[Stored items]

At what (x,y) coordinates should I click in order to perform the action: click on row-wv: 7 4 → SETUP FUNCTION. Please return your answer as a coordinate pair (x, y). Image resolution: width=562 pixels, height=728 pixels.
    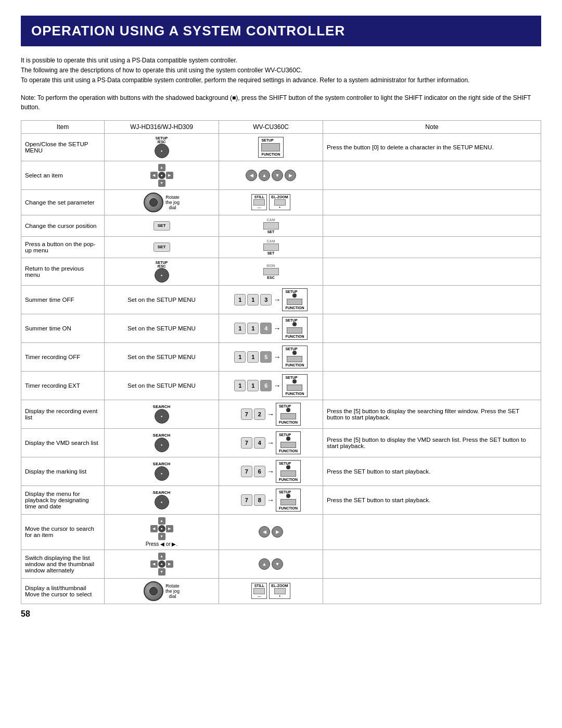
    Looking at the image, I should click on (271, 442).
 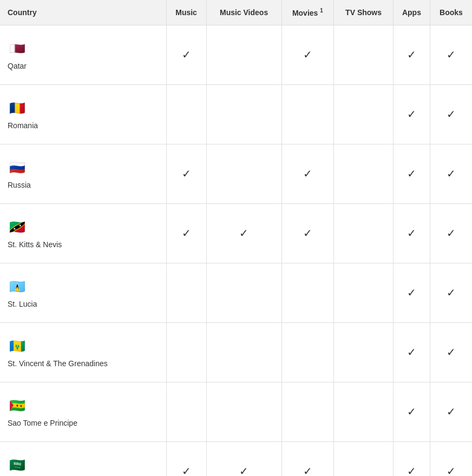 What do you see at coordinates (19, 185) in the screenshot?
I see `country-name: Russia` at bounding box center [19, 185].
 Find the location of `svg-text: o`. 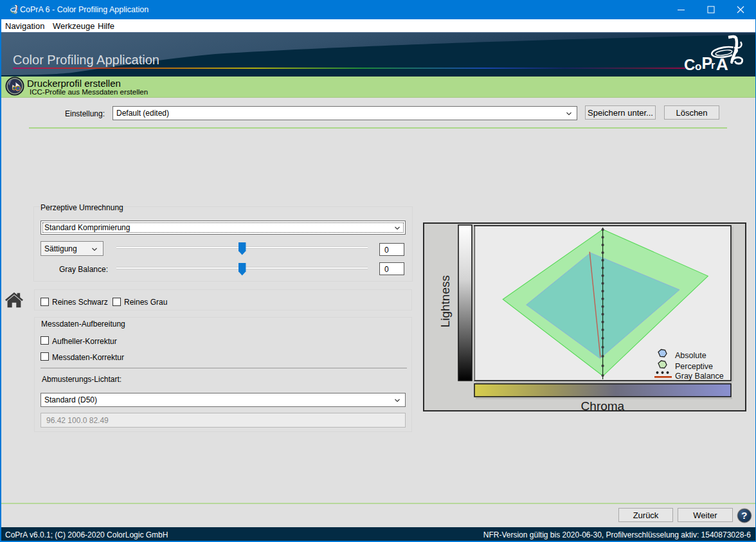

svg-text: o is located at coordinates (698, 67).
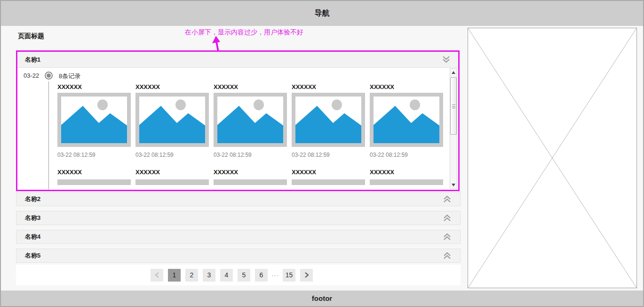 This screenshot has height=307, width=644. What do you see at coordinates (157, 275) in the screenshot?
I see `chevron-left-icon` at bounding box center [157, 275].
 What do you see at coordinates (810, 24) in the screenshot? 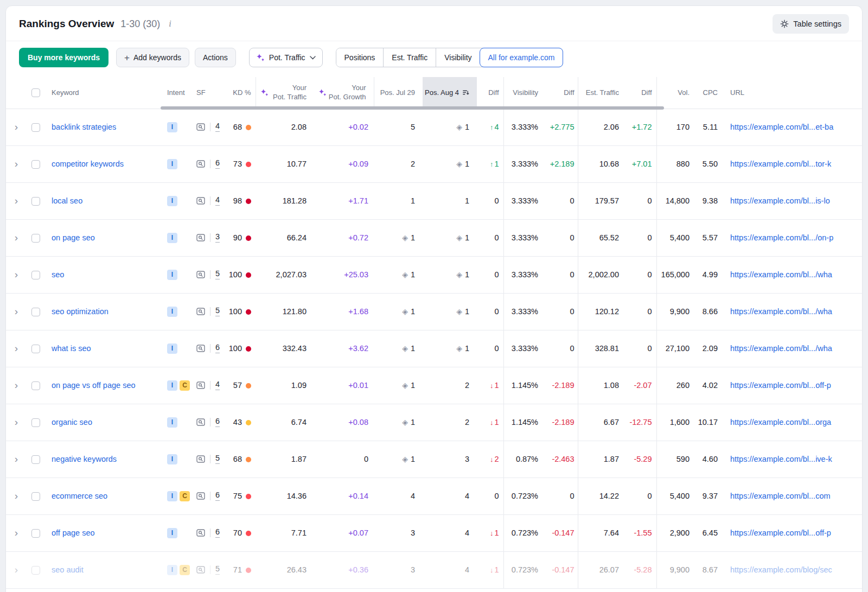
I see `table-settings-button: Table settings` at bounding box center [810, 24].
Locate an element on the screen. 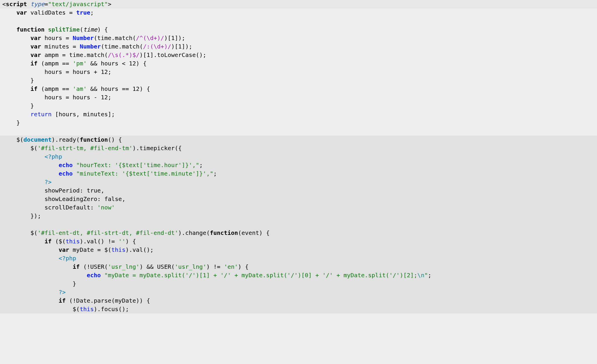 This screenshot has height=364, width=597. code-line: }); is located at coordinates (298, 216).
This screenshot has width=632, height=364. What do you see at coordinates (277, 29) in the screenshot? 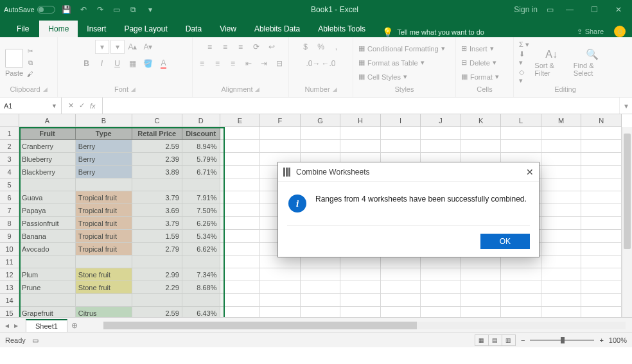
I see `tab-ablebits-data: Ablebits Data` at bounding box center [277, 29].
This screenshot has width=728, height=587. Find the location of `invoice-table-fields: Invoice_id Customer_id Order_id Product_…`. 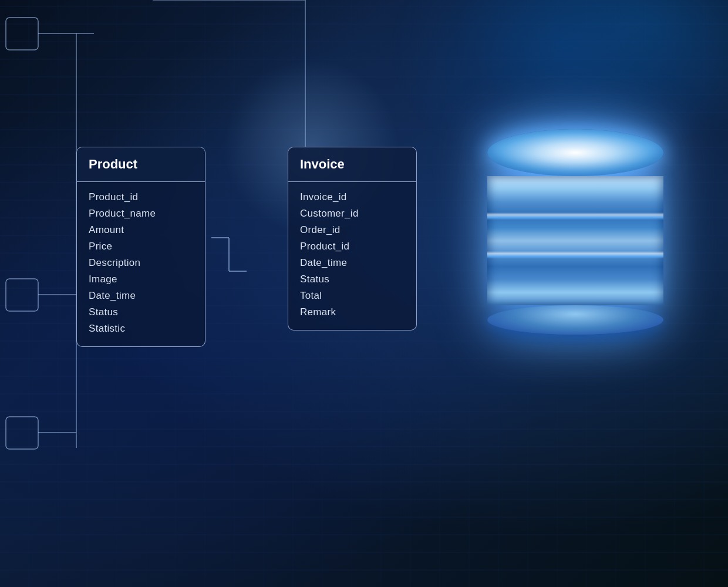

invoice-table-fields: Invoice_id Customer_id Order_id Product_… is located at coordinates (352, 256).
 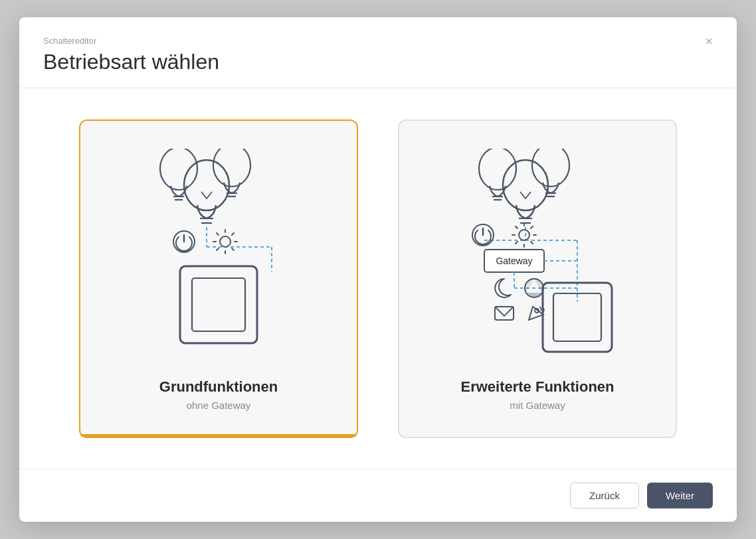 What do you see at coordinates (537, 255) in the screenshot?
I see `advanced-illustration: Gateway` at bounding box center [537, 255].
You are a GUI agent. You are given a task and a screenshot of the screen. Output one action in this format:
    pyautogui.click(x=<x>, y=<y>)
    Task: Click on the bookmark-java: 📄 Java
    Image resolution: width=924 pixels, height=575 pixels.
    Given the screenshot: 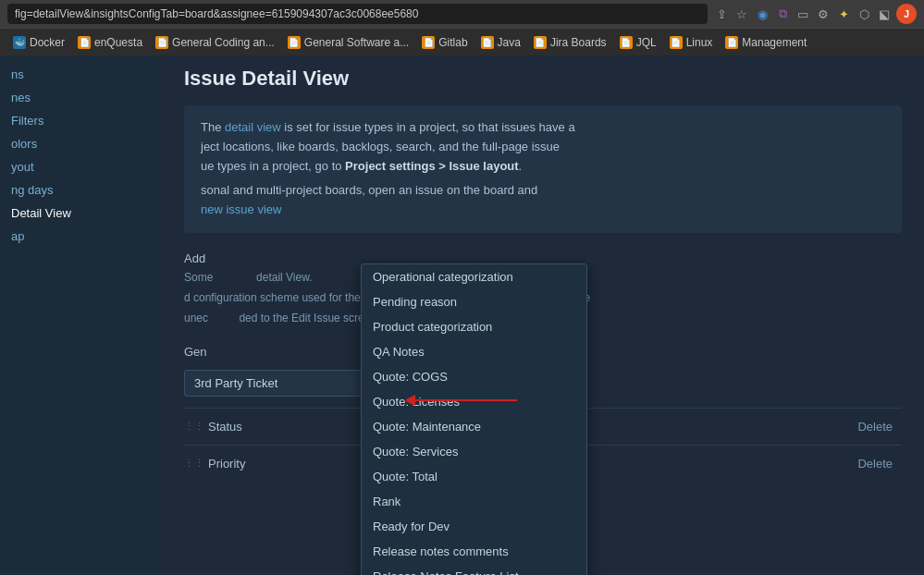 What is the action you would take?
    pyautogui.click(x=501, y=43)
    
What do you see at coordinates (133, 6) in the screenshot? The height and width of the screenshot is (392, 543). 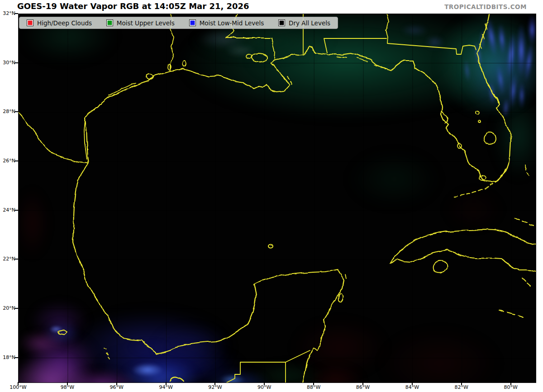 I see `page-title: GOES-19 Water Vapor RGB at 14:05Z Mar 21…` at bounding box center [133, 6].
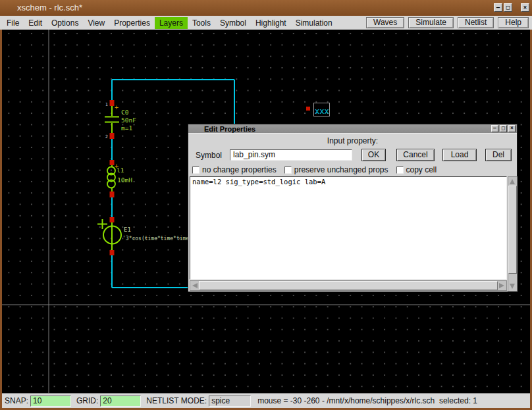 The height and width of the screenshot is (410, 532). I want to click on grid-input: 20, so click(120, 401).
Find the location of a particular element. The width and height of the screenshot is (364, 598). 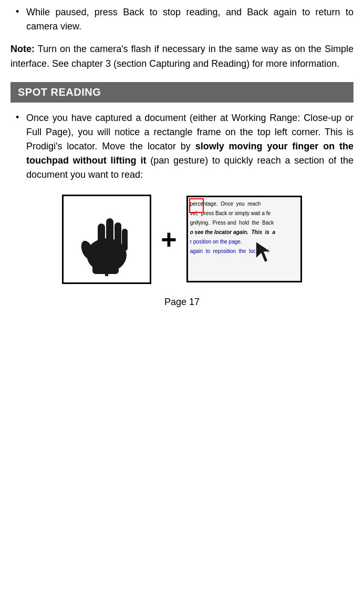

note-text: Turn on the camera's flash if necessary … is located at coordinates (182, 56).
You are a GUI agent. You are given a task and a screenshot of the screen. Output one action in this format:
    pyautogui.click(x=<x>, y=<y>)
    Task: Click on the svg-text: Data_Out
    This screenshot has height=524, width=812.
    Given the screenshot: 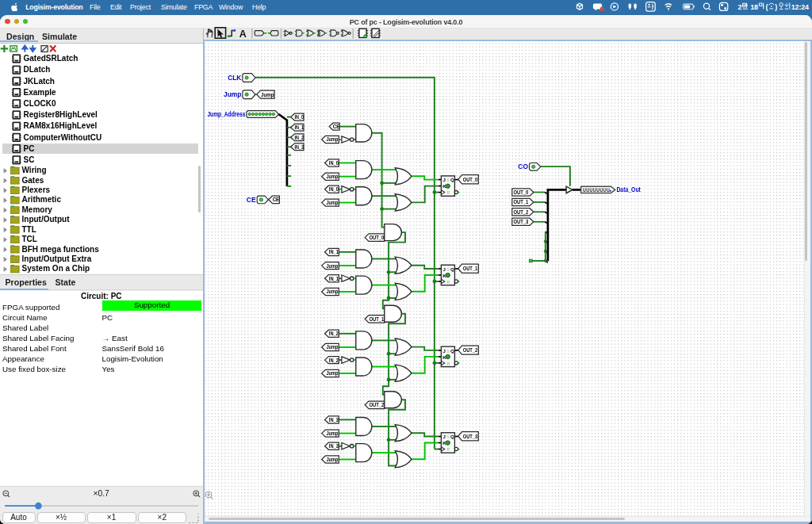 What is the action you would take?
    pyautogui.click(x=628, y=190)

### WORK ORDER
Repeat, without pictures, exactly the lines of the data above from the one containing "This screenshot has width=632, height=364." through the one containing "Task: Click on the bookmark-java: 📄 Java", including both and adding nothing.

### RESPONSE
This screenshot has width=632, height=364. What do you see at coordinates (277, 29) in the screenshot? 
I see `tab-ablebits-data: Ablebits Data` at bounding box center [277, 29].
This screenshot has width=728, height=587. Find the location of `invoice-table-fields: Invoice_id Customer_id Order_id Product_…`. 

invoice-table-fields: Invoice_id Customer_id Order_id Product_… is located at coordinates (352, 256).
  What do you see at coordinates (537, 255) in the screenshot?
I see `advanced-illustration: Gateway` at bounding box center [537, 255].
You are a GUI agent. You are given a task and a screenshot of the screen. Output one action in this format:
    pyautogui.click(x=<x>, y=<y>)
    Task: Click on the bookmark-java: 📄 Java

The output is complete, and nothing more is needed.